The image resulting from segmentation was later classified with a distance-based supervised algorithm, with an acceptance threshold of 95% (the Bhattacharyya distance was used to classify the image). For this purpose, training samples were defined from 15 to 25 by selecting objects from the segmented image, which represented between 1 and 5% in every one of the following categories: forest, shrubland, savannah, grassland, water bodies and no information (clouds, cloud shadows and SLC-off error), with support from the high resolution image available in the Google EarthTM program and the vegetation map of Venezuela (1995). Once the images had been classified, the classes were regrouped into forest and non-forest and the forests were assessed for each year in order to learn, through their difference, the loss over the period analyzed. This allowed us to map the existence of deforestation processes in the hot spots identified.

Validation approach

Change detection analysis was applied to these new maps. The result of this process allowed us to find out whether there was deforestation or not in the hot spots as defined by the experts. The process also allowed us to determine the accuracy of the classification map obtained from MODIS data through the digital processing (Congalton 1988).

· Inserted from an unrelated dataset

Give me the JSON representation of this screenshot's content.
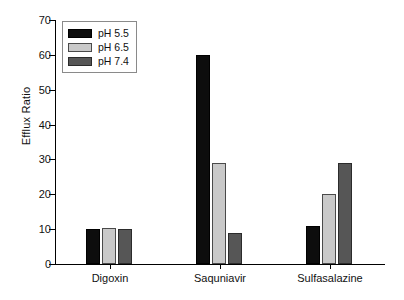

In order to compare both maps, the map obtained from the change detection process had to be resampled from 30 m to 500 m. By this means the digital hot spot map's accuracy was calculated on the basis of the confusion matrix, from which we computed the following reliability parameters as described by Congalton and Green (2009): errors of omission and commission, global accuracy and Kappa index (Cohen 1960).

RESULTS

Cartography of hot spots from MODIS data

The vegetation map obtained from MODIS data show that in 2005, 54.5% (499,462.5 km2) of Venezuela's land was covered by forest. In 2010, this proportion had decreased to 53.3% (488,465.2 km2). More than 90% of the forests that remain are located in the southern part of the country, the remaining 10% being located in the north: in the Andes, the Sierra de Períja and the Sistema Montañoso de Lara-Falcón, all in the northwestern subregion and, on the other hand, in the Venezuelan Coastal Range, in the central north-northeastern subregion (Figures 3a and 3b). Shrublands, along with forests in the plains, are mainly located in the center of the country (Figures 3c and 3d), while grasslands are located near the Orinoco River, in the Andes and in the Falcón state in the northwestern subregion (Figures 3e and 3f). Savannahs are located in the Maracaibo Lake depression, in the northwestern subregion and in the center of the country (Figures 3g and 3h).

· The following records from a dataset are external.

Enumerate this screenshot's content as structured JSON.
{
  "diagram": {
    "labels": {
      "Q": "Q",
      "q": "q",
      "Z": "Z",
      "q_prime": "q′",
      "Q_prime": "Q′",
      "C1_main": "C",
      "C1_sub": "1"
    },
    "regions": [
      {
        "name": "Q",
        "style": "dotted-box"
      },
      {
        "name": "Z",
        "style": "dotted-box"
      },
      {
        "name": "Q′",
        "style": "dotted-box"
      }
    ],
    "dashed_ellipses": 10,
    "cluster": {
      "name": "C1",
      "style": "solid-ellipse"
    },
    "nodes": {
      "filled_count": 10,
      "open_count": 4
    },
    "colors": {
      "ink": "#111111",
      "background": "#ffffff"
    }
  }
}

Vegetation maps from 2005 and 2010, derived from a classification based on decision trees, yielded figures for global accuracy of 66.9% and 70.3% and Kappa indices of 0.58 and 0.62 respectively. Although these accuracy levels are not high, the forest category (the most significant one in this study) gave success percentages of 86.3% and 78.8%, with commission errors of 12.6% and 5.19% and omission errors of 13.7% and 21.2% for 2005 and 2010, respectively. These values are acceptable for mappings with medium resolution sensors.

In relation to the hot spots we found that they are located in various of Venezuela's forests in the northwestern region, to be more precise in the Sierra de Períja, the Sistema Montañoso de Lara-Falcón and the Andes Mountains (Figure 4a). In this last, the upper basin of the Grita River is a prime example (Figure 4b, zone 1 validation). Also significant is the Caparo Forest Reserve in this region's plain (Figure 4b, zone 2 validation). Similarly, some hot spots can be found in the Venezuelan Coastal Range in the central north and northeastern regions. In this latter region, there is a hot spot associated with the plantation of pine trees by the Venezuelan Corporation of Guayana, where large scale forest use activities are carried out annually. Most of the country's forests are found in the south, where some hot spots are also located. Other important areas are the Upper Caura Basin (Figure 4b, zone 3 validation), the Las Cristalinas mine site (Figure 4b, zone 4 validation) and the Icaburú mining settlement (Figure 4b, zone 5 validation).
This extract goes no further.